I don’t mean in terms of giving answers to questions. I mean in terms of decision making. When facing a decision with two equal possible decisions, it’s more important to be decisive than to be wishy washy.
“Hey boss. For this project we can either continue doing “x” or we can shift over to doing “y”. What should be do?” In those types of situations it’s more important to make a decision and be confident in your decision. If you second guess, they’re going to second guess.
- Comment on Wish I was her 3 months ago:
I think maybe I worded that wrong.
I don’t mean in terms of giving answers to questions. I mean in terms of decision making. When facing a decision with two equal possible decisions, it’s more important to be decisive than to be wishy washy.

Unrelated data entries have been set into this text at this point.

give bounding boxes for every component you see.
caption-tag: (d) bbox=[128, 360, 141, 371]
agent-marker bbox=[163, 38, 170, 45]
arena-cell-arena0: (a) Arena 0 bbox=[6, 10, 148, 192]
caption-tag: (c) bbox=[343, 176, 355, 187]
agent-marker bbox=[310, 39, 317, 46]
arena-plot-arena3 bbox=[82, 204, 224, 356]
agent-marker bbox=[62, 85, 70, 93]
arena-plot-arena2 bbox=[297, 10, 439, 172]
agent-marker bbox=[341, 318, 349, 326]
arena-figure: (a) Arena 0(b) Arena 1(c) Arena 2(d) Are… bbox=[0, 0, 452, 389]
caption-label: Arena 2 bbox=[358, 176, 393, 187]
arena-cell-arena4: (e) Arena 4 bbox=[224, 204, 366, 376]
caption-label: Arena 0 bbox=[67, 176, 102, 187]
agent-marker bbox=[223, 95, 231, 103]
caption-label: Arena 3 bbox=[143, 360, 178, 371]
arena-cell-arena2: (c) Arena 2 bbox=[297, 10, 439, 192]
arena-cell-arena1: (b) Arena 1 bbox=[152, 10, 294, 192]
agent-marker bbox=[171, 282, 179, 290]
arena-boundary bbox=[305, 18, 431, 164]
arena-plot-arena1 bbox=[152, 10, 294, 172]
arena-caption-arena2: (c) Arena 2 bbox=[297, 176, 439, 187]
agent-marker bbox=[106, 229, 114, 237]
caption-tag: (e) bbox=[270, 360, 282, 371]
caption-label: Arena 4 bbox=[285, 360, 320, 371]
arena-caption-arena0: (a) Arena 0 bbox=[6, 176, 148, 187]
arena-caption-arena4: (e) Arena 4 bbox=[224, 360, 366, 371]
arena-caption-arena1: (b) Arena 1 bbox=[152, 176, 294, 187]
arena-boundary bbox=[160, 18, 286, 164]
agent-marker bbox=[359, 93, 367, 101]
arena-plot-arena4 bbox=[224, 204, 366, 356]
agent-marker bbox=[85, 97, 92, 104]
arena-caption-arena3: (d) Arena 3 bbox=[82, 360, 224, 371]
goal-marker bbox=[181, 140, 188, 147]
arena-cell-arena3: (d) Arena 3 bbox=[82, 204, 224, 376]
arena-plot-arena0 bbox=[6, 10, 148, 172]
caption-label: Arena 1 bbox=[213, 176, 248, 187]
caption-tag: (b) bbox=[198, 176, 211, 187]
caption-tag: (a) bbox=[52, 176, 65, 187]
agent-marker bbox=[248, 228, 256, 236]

“Hey boss. For this project we can either continue doing “x” or we can shift over to doing “y”. What should be do?” In those types of situations it’s more important to make a decision and be confident in your decision. If you second guess, they’re going to second guess.
- Comment on Wish I was her 3 months ago:
It’s my self-admitted worst trait. Not that I’m wrong on purpose or out of malice or anything. But when I think I know the answer, I will often express it as if I know the answer.
It’s a terrible personality trait and I’ve been trying to work on it by forcing myself to use the words “I think…” before saying anything.
However…as someone in a leadership role, I also believe that sometimes, when there is no black-or-white answer, it’s more important to be confident than to be right so as to not undermine the teams confidence in your leadership/decision making. Captain Picard taught me that.